To illustrate this, imagine that we have three projects to complete each of which will take a week and we have three weeks to complete them in. All other things being equal, is it quicker to do them all together, or to do them one at a time?

The answer is that it is quicker to do them one at a time. Why?

If you do them all at the same time, all three projects will be completed at the end of the third week.

If you do them one at a time, the first project will be completed at the end of the first week, the second at the end of the second week, and the third at the end of the third week. You will have gained two weeks on the first project, one week on the second project and the third project will finish at the same time as before.
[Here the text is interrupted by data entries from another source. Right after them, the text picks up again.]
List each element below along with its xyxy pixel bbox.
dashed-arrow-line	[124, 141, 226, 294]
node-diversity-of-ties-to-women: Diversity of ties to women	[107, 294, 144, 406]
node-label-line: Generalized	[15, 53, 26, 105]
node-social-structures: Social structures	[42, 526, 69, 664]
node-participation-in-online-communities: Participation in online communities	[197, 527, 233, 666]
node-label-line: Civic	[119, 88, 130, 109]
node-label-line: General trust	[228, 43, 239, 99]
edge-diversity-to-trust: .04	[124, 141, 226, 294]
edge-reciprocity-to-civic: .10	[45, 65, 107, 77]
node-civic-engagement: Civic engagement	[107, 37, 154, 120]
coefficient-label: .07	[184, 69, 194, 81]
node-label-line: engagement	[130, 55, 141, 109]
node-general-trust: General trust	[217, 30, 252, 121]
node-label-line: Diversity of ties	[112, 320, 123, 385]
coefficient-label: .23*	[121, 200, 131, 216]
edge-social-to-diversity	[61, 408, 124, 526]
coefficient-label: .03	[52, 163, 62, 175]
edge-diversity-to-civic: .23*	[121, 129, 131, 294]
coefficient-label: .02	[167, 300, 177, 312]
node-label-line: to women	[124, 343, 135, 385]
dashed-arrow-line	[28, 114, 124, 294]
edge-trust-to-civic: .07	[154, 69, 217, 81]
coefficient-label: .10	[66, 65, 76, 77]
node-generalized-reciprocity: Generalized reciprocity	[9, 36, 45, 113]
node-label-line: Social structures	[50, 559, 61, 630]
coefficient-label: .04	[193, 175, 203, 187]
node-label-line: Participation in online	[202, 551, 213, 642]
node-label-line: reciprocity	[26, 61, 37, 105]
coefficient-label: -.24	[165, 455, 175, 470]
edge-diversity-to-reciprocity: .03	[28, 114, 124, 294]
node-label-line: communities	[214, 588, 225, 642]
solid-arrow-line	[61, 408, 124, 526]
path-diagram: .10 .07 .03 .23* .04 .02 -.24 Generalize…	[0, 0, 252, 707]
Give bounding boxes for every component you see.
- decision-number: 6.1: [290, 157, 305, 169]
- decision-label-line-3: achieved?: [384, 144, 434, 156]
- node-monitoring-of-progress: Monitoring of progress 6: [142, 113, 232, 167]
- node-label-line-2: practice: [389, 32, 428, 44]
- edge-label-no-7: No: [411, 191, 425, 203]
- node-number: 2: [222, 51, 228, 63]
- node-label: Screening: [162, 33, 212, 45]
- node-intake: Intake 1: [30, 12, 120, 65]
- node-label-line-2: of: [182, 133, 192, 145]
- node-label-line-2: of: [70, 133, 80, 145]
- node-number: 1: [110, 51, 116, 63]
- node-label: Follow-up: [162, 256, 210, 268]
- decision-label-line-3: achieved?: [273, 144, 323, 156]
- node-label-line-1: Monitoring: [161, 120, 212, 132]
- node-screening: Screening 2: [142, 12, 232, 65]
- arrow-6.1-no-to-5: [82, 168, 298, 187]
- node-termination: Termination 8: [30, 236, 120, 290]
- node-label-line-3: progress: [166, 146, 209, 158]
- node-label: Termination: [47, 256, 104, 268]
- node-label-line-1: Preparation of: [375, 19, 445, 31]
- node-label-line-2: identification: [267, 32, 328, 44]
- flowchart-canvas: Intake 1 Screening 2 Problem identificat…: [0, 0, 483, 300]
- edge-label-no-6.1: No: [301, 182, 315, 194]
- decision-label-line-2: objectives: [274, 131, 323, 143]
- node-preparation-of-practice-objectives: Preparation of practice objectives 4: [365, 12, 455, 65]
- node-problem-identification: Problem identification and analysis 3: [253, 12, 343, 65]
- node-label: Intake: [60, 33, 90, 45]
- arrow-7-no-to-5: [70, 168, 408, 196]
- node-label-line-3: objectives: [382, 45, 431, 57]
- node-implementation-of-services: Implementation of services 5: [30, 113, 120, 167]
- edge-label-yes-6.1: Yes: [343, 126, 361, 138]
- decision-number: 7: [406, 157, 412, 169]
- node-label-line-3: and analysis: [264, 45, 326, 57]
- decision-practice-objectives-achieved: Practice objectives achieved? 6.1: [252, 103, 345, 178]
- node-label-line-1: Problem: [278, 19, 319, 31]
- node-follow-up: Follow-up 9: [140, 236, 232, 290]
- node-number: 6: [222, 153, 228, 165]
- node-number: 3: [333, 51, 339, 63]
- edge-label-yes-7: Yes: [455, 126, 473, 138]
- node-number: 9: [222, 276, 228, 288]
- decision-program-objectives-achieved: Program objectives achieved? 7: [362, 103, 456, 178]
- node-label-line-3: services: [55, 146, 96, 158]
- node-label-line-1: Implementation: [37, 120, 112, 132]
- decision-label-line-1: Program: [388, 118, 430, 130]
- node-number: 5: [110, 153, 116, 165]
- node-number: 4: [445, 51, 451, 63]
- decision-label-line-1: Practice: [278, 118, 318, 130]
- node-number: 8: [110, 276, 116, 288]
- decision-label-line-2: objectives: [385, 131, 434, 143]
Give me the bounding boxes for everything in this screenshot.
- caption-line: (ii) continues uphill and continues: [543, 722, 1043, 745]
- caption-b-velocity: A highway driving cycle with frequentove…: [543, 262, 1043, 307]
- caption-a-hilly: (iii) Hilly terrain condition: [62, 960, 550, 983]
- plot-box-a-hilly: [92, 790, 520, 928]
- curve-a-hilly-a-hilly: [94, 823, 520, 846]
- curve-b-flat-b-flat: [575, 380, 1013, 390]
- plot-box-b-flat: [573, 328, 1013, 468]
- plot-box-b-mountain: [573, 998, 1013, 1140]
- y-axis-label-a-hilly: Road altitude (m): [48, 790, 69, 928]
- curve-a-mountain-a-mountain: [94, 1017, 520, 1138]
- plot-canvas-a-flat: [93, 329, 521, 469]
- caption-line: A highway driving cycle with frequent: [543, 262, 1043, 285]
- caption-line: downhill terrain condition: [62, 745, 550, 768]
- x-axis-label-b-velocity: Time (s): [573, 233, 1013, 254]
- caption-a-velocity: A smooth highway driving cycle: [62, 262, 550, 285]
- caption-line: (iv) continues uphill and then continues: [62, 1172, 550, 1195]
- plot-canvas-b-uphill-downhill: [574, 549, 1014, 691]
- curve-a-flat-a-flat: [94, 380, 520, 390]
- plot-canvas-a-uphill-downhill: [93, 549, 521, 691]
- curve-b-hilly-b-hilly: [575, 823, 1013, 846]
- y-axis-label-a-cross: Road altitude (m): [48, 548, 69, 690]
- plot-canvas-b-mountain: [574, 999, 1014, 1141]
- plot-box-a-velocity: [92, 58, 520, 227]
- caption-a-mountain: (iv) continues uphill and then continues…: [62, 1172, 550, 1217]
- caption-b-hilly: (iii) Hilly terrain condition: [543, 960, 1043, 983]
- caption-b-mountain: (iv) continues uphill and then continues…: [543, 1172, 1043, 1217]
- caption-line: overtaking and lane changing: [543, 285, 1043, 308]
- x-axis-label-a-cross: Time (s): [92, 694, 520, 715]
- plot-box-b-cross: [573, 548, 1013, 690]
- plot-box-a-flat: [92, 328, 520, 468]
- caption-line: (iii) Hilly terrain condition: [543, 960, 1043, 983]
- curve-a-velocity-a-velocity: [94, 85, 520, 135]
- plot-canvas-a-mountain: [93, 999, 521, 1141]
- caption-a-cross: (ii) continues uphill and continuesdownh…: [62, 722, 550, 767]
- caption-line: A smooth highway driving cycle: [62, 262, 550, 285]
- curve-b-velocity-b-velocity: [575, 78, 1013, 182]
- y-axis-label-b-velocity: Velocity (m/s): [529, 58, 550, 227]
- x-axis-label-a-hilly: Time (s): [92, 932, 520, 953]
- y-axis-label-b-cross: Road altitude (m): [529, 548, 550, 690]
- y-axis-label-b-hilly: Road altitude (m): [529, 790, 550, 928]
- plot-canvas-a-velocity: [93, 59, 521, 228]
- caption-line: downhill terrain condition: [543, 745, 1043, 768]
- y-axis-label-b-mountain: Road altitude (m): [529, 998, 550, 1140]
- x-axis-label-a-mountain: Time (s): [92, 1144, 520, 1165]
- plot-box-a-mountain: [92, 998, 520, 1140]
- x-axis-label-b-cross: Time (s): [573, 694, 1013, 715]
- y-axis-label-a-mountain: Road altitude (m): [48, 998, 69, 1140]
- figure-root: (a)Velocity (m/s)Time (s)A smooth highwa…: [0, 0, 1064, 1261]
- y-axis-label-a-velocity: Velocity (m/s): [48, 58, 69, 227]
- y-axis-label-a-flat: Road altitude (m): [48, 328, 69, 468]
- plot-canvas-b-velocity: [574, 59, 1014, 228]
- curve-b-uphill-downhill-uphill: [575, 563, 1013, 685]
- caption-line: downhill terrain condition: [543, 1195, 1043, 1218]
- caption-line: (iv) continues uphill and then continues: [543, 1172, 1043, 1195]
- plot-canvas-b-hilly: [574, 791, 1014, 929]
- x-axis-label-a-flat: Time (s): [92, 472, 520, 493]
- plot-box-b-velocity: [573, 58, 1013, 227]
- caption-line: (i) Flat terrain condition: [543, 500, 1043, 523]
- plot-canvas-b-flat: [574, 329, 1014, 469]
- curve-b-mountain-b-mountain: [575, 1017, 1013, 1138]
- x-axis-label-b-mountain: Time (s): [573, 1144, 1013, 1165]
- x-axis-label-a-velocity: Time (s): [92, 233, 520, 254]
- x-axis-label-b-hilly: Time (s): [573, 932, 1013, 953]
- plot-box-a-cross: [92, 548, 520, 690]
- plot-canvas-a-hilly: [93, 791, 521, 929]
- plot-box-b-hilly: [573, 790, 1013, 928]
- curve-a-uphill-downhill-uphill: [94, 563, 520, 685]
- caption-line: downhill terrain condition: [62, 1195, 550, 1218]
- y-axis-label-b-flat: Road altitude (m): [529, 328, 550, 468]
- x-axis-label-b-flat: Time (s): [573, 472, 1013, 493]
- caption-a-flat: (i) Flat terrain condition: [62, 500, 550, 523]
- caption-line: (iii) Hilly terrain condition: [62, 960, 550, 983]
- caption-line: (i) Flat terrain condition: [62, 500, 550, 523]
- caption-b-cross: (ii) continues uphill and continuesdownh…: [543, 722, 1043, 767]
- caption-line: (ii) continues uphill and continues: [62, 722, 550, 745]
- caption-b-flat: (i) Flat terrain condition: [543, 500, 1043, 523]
If these projects earn money as soon as they come on-line, you will have gained three project/weeks income by doing them one at a time.

If you want to refine this further, there are another two things you can do with the list before you start actioning it:

Stage 3B. Estimate how long each project will take

It’s a good idea to estimate in working days how long each item on your list will take. Don’t just leave it at that though – when you complete an item, write down how long it actually did take and compare it with your estimate. That way you will continue to get better at estimating – a very useful skill.

Stage 3C. Put an estimated completion date for each project

Since you’ve already worked out an estimate for how long each project will take, it’s easy to put a completion date for each item on the list. If you do that, you will arrive at a completion date for the whole list. That’s right – instead of having loads of projects hanging around with no idea how you are going to fit them in, you now have a date on which you expect to have them all done. That in itself will give you a real psychological lift. Try it

 

Mark Forster

Mark Forster is the author of three books about time management and personal organisation. The most recent, Do It Tomorrow, was published by Hodder in 2006.